4. Avoid Expensive Operations on Main Thread

// Bad: Parsing on main thread
let posts = try JSONDecoder().decode([Post].self, from: data)

// Good: Parse on background thread
Task.detached {
    let posts = try JSONDecoder().decode([Post].self, from: data)
    await MainActor.run {
        self.posts = posts
    }
}

Our Recommendation for Bluesky Clients

After building Skyscraper, here's our take:

  • New projects in 2025: Start with SwiftUI. The developer experience is vastly better, and performance has improved significantly. You can always drop to UIKit for specific components.
  • Performance-critical feeds: Consider UIViewRepresentable with UITableView/UICollectionView for the main timeline if you hit SwiftUI limits.
  • Everything else: SwiftUI for settings, profiles, compose screens, and navigation. The productivity gains are worth it.
  • Target iOS 17+: This unlocks the best SwiftUI performance and features like @Observable.

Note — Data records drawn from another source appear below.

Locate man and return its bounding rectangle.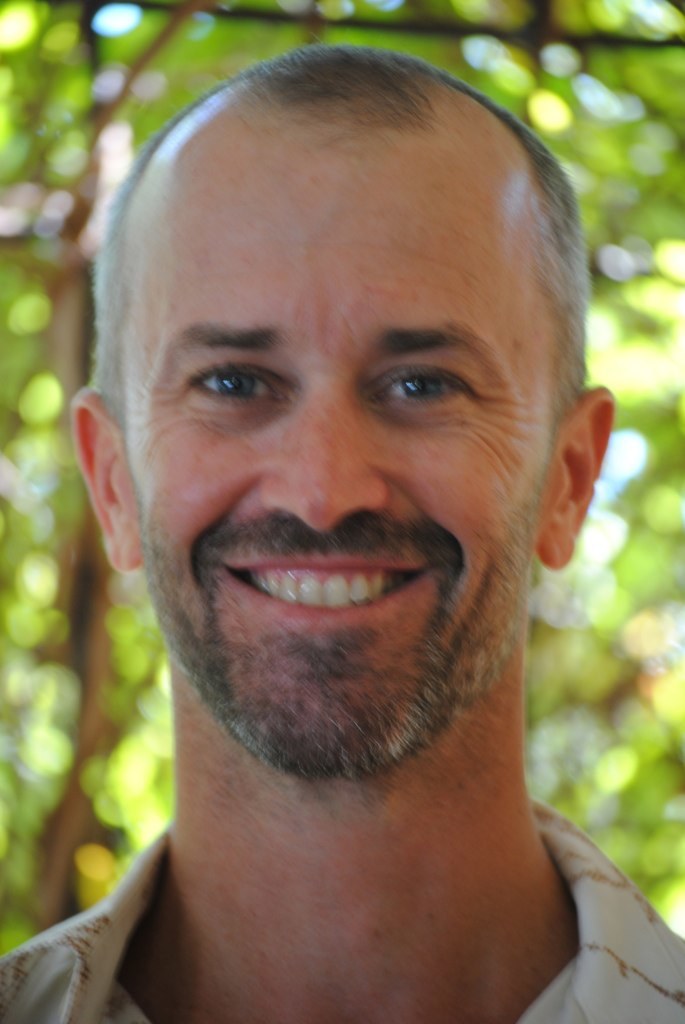
{"x1": 0, "y1": 71, "x2": 684, "y2": 1001}.
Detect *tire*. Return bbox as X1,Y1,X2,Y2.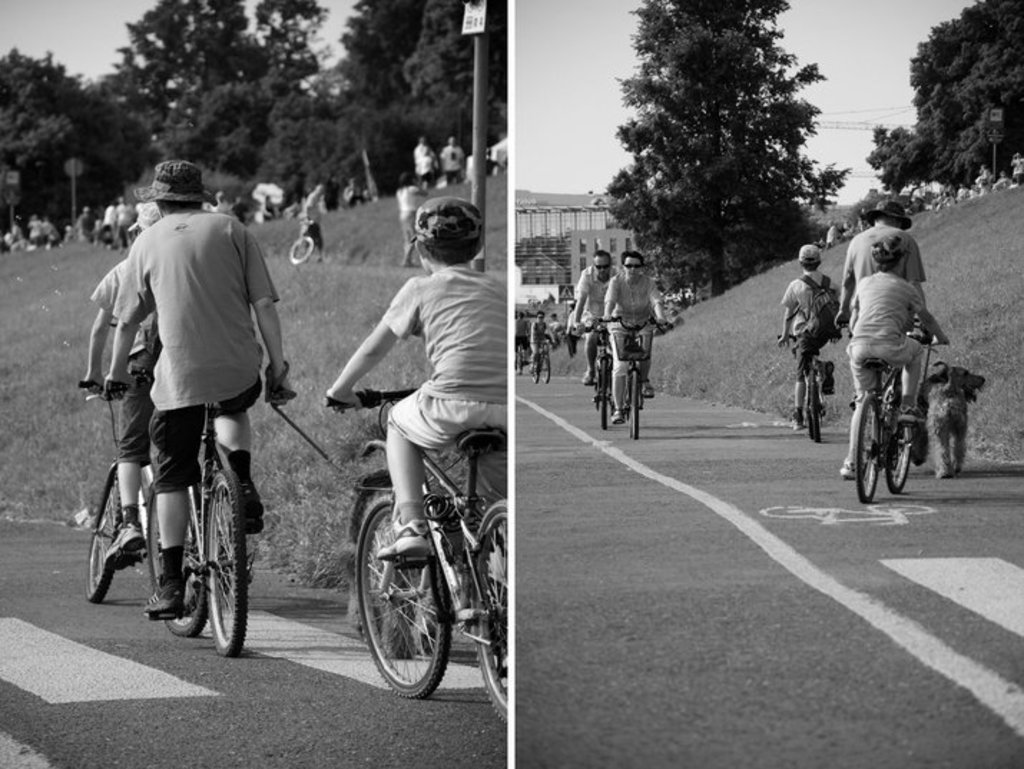
799,371,826,438.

Building Your Bluesky Client

Whether you choose SwiftUI, UIKit, or a hybrid approach, the key is shipping something users love. A fast, responsive client that helps users grow their Bluesky presence and engage with the community will succeed regardless of the underlying framework.

Want to see what's trending while you build? Check out our tools:

Happy coding, and may your scroll views always be smooth!